How the emergency fund calculator works
An emergency fund is the cash you keep set aside to cover life when income stops or a surprise bill lands — a layoff, a medical bill, a car that won't start. The math is simple on purpose: take what you'd have to spend in a month to keep the lights on, and multiply it by the number of months you want to be able to ride out. That product is your target. This calculator does exactly that, then shows you how far along you already are and how long your current saving pace will take to close the gap.
The single most important input is monthly essential expenses — and the word that matters is essential. The fund isn't meant to preserve your lifestyle; it's meant to keep you housed, fed, insured, and getting to work while you sort things out. Count rent or mortgage, utilities, groceries, insurance, transportation, and the minimum payments on any debt. Leave out dining out, travel, subscriptions you could pause, and anything else you'd drop the moment money got tight. A lean number gives you a realistic, reachable target instead of an intimidating one you never start.
How many months should you cover?
The classic guidance is three to six months of essentials, but the right number depends on how stable your income is:
- Three months is a reasonable floor if you have very stable pay (think salaried with strong job security), a dual-income household, or another safety net you could lean on briefly.
- Six months is the sweet spot for most people — enough runway to absorb a job loss and find the next role without panic-accepting the first offer.
- Nine to twelve monthsmakes sense if your income is variable or seasonal, you're self-employed or freelance, you're the sole earner for a household, or you work in a field where roles take a long time to land.

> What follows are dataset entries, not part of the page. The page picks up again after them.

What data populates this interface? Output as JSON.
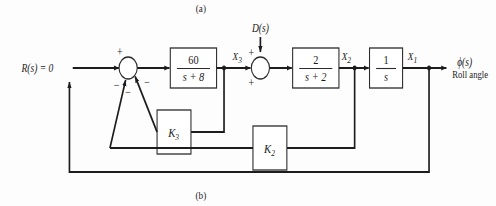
{
  "figure": {
    "caption_top": "(a)",
    "caption_bottom": "(b)"
  },
  "signals": {
    "reference_input": "R(s) = 0",
    "disturbance": "D(s)",
    "x3": "X",
    "x3_sub": "3",
    "x2": "X",
    "x2_sub": "2",
    "x1": "X",
    "x1_sub": "1",
    "output": "ϕ(s)",
    "output_description": "Roll angle"
  },
  "blocks": {
    "plant1": {
      "name": "actuator-block",
      "numerator": "60",
      "denominator": "s + 8"
    },
    "plant2": {
      "name": "roll-rate-block",
      "numerator": "2",
      "denominator": "s + 2"
    },
    "integrator": {
      "name": "integrator-block",
      "numerator": "1",
      "denominator": "s"
    },
    "gain_k3": {
      "label": "K",
      "subscript": "3"
    },
    "gain_k2": {
      "label": "K",
      "subscript": "2"
    }
  },
  "summing_junctions": {
    "error_junction": {
      "sign_reference": "+",
      "sign_outer_feedback": "−",
      "sign_k2_feedback": "−",
      "sign_k3_feedback": "−"
    },
    "disturbance_junction": {
      "sign_disturbance": "+",
      "sign_forward": "+"
    }
  },
  "colors": {
    "line": "#1c1c1c",
    "block_stroke": "#2b2b2b",
    "background": "#fdfdfd",
    "text": "#1a1a1a"
  }
}
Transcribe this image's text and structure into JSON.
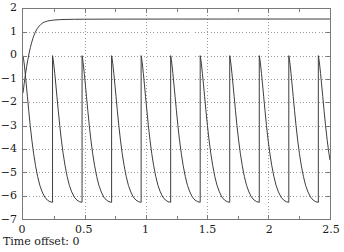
{
  "window": {
    "title": "Scope",
    "status_label": "Time offset: 0"
  },
  "colors": {
    "background": "#ffffff",
    "axis": "#7a7a7a",
    "grid": "#9a9a9a",
    "trace": "#3c3c3c",
    "text": "#1a1a1a"
  },
  "chart_data": {
    "type": "line",
    "title": "",
    "xlabel": "",
    "ylabel": "",
    "xlim": [
      0,
      2.5
    ],
    "ylim": [
      -7,
      2
    ],
    "grid": true,
    "grid_style": "dotted",
    "legend": null,
    "xticks": [
      "0",
      "0.5",
      "1",
      "1.5",
      "2",
      "2.5"
    ],
    "xtick_values": [
      0,
      0.5,
      1,
      1.5,
      2,
      2.5
    ],
    "xminor_ticks": [
      0.25,
      0.75,
      1.25,
      1.75,
      2.25
    ],
    "yticks": [
      "2",
      "1",
      "0",
      "−1",
      "−2",
      "−3",
      "−4",
      "−5",
      "−6",
      "−7"
    ],
    "ytick_values": [
      2,
      1,
      0,
      -1,
      -2,
      -3,
      -4,
      -5,
      -6,
      -7
    ],
    "series": [
      {
        "name": "settling-curve",
        "description": "Monotonic rise from -1.6 at t=0 asymptotic to 1.57",
        "points": [
          [
            0.0,
            -1.6
          ],
          [
            0.01,
            -1.18
          ],
          [
            0.02,
            -0.8
          ],
          [
            0.03,
            -0.46
          ],
          [
            0.04,
            -0.16
          ],
          [
            0.05,
            0.11
          ],
          [
            0.06,
            0.35
          ],
          [
            0.07,
            0.555
          ],
          [
            0.08,
            0.73
          ],
          [
            0.09,
            0.88
          ],
          [
            0.1,
            1.005
          ],
          [
            0.115,
            1.15
          ],
          [
            0.13,
            1.26
          ],
          [
            0.145,
            1.34
          ],
          [
            0.16,
            1.4
          ],
          [
            0.18,
            1.452
          ],
          [
            0.2,
            1.485
          ],
          [
            0.23,
            1.513
          ],
          [
            0.26,
            1.53
          ],
          [
            0.3,
            1.544
          ],
          [
            0.35,
            1.553
          ],
          [
            0.42,
            1.559
          ],
          [
            0.5,
            1.562
          ],
          [
            0.62,
            1.565
          ],
          [
            0.8,
            1.567
          ],
          [
            1.0,
            1.568
          ],
          [
            1.3,
            1.569
          ],
          [
            1.7,
            1.57
          ],
          [
            2.1,
            1.57
          ],
          [
            2.5,
            1.57
          ]
        ]
      },
      {
        "name": "phase-sawtooth",
        "description": "Decaying arc from 0 down to -6.283 repeated; first cycle starts at 0 from value 0",
        "period": 0.2405,
        "peak": 0.0,
        "trough": -6.283,
        "first_drop_time": 0.2405,
        "cycles": [
          {
            "start": 0.0,
            "end": 0.2405
          },
          {
            "start": 0.2405,
            "end": 0.481
          },
          {
            "start": 0.481,
            "end": 0.7215
          },
          {
            "start": 0.7215,
            "end": 0.962
          },
          {
            "start": 0.962,
            "end": 1.2025
          },
          {
            "start": 1.2025,
            "end": 1.443
          },
          {
            "start": 1.443,
            "end": 1.6835
          },
          {
            "start": 1.6835,
            "end": 1.924
          },
          {
            "start": 1.924,
            "end": 2.1645
          },
          {
            "start": 2.1645,
            "end": 2.405
          },
          {
            "start": 2.405,
            "end": 2.5
          }
        ],
        "shape_points_normalized": [
          [
            0.0,
            0.0
          ],
          [
            0.02,
            -0.15
          ],
          [
            0.045,
            -0.4
          ],
          [
            0.075,
            -0.76
          ],
          [
            0.11,
            -1.22
          ],
          [
            0.15,
            -1.76
          ],
          [
            0.195,
            -2.36
          ],
          [
            0.245,
            -3.0
          ],
          [
            0.3,
            -3.62
          ],
          [
            0.36,
            -4.2
          ],
          [
            0.425,
            -4.72
          ],
          [
            0.495,
            -5.18
          ],
          [
            0.57,
            -5.56
          ],
          [
            0.65,
            -5.84
          ],
          [
            0.735,
            -6.06
          ],
          [
            0.825,
            -6.19
          ],
          [
            0.915,
            -6.26
          ],
          [
            1.0,
            -6.283
          ]
        ]
      }
    ]
  }
}
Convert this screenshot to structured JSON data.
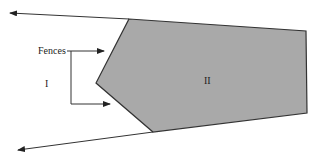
{
  "diagram": {
    "labels": {
      "fences": "Fences",
      "region_outside": "I",
      "region_inside": "II"
    },
    "colors": {
      "polygon_fill": "#a9a9a9",
      "stroke": "#333333",
      "background": "#ffffff"
    },
    "polygon_vertices": [
      [
        129,
        19
      ],
      [
        306,
        31
      ],
      [
        307,
        113
      ],
      [
        153,
        132
      ],
      [
        96,
        83
      ]
    ],
    "arrows": [
      {
        "name": "upper-boundary-ray",
        "from": [
          129,
          19
        ],
        "to": [
          9,
          13
        ]
      },
      {
        "name": "lower-boundary-ray",
        "from": [
          153,
          132
        ],
        "to": [
          17,
          150
        ]
      },
      {
        "name": "fence-pointer-top",
        "from": [
          71,
          51
        ],
        "to": [
          104,
          51
        ]
      },
      {
        "name": "fence-pointer-bottom",
        "from": [
          71,
          104
        ],
        "to": [
          110,
          104
        ]
      }
    ]
  }
}
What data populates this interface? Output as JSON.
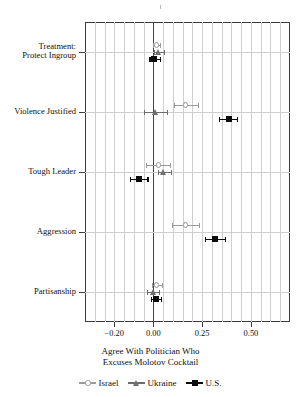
{
  "chart_data": {
    "type": "scatter",
    "title": "",
    "xlabel": "Agree With Politician Who Excuses Molotov Cocktail",
    "xlabel_line1": "Agree With Politician Who",
    "xlabel_line2": "Excuses Molotov Cocktail",
    "ylabel": "",
    "xlim": [
      -0.35,
      0.7
    ],
    "xticks": [
      -0.2,
      0.0,
      0.25,
      0.5
    ],
    "xticklabels": [
      "−0.20",
      "0.00",
      "0.25",
      "0.50"
    ],
    "gridlines_x": [
      -0.3,
      -0.25,
      -0.2,
      -0.15,
      -0.1,
      -0.05,
      0.0,
      0.05,
      0.1,
      0.15,
      0.2,
      0.25,
      0.3,
      0.35,
      0.4,
      0.45,
      0.5,
      0.55,
      0.6,
      0.65
    ],
    "grid": true,
    "legend_position": "below",
    "categories": [
      "Treatment:\nProtect Ingroup",
      "Violence Justified",
      "Tough Leader",
      "Aggression",
      "Partisanship"
    ],
    "category_labels": [
      {
        "line1": "Treatment:",
        "line2": "Protect Ingroup"
      },
      {
        "line1": "Violence Justified",
        "line2": ""
      },
      {
        "line1": "Tough Leader",
        "line2": ""
      },
      {
        "line1": "Aggression",
        "line2": ""
      },
      {
        "line1": "Partisanship",
        "line2": ""
      }
    ],
    "series": [
      {
        "name": "Israel",
        "marker": "circle",
        "color": "#9a9a9a",
        "values": [
          0.015,
          0.165,
          0.025,
          0.165,
          0.015
        ],
        "ci_low": [
          0.0,
          0.105,
          -0.04,
          0.095,
          -0.005
        ],
        "ci_high": [
          0.035,
          0.23,
          0.085,
          0.235,
          0.045
        ]
      },
      {
        "name": "Ukraine",
        "marker": "triangle",
        "color": "#6e6e6e",
        "values": [
          0.025,
          0.01,
          0.055,
          null,
          0.0
        ],
        "ci_low": [
          0.005,
          -0.05,
          0.025,
          null,
          -0.035
        ],
        "ci_high": [
          0.055,
          0.07,
          0.09,
          null,
          0.03
        ]
      },
      {
        "name": "U.S.",
        "marker": "square",
        "color": "#0b0b0b",
        "values": [
          0.005,
          0.385,
          -0.075,
          0.315,
          0.015
        ],
        "ci_low": [
          -0.02,
          0.335,
          -0.12,
          0.265,
          -0.01
        ],
        "ci_high": [
          0.035,
          0.43,
          -0.03,
          0.365,
          0.04
        ]
      }
    ]
  },
  "legend": {
    "items": [
      {
        "label": "Israel",
        "marker": "circle",
        "color": "#9a9a9a"
      },
      {
        "label": "Ukraine",
        "marker": "triangle",
        "color": "#6e6e6e"
      },
      {
        "label": "U.S.",
        "marker": "square",
        "color": "#0b0b0b"
      }
    ]
  }
}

Slide the coverage control above to see how the target shifts — and notice how much more reachable three months feels than twelve when you're just getting started.
How to use the results
The target is the destination; the funded date is the plan. Once you set a realistic monthly contribution, the calculator shows how many months until you're fully covered — and even a modest, automatic transfer each payday makes that date arrive sooner than most people expect. If you're also carrying high-interest debt, a common sequence is to bank a small $1,000 starter fundfirst so a surprise expense can't derail your payoff, then knock out the debt, then come back and finish the full three-to-six-month fund. Keep the money in a separate, liquid, FDIC-insured high-yield savings account — close enough to reach in a day, far enough that it doesn't blend into everyday spending. The last step is making that contribution a line in your monthly plan instead of whatever's left over, which is exactly what zero-based budgeting is for.
Frequently asked questions
How much should an emergency fund be?
Three to six months of essential expenses for most people. Lean toward six (or more) if your income is variable, you’re self-employed, or you’re a single income for a household; three can be enough if you have very stable pay and a strong backup.
Which expenses should I count?
Only essentials — the things you’d still have to pay if your income stopped: rent or mortgage, utilities, groceries, insurance, transportation, and minimum debt payments. Leave out discretionary spending; the fund is for survival, not lifestyle.
Where should I keep my emergency fund?
In a separate, liquid, FDIC-insured account — typically a high-yield savings account. You want it accessible within a day or two but not so accessible that it blends into everyday spending.
Should I build the emergency fund before paying off debt?
A common approach is a small starter fund (around $1,000) first, then attack high-interest debt, then finish the full 3–6 month fund. The starter fund stops a surprise expense from putting you deeper into debt while you pay it down.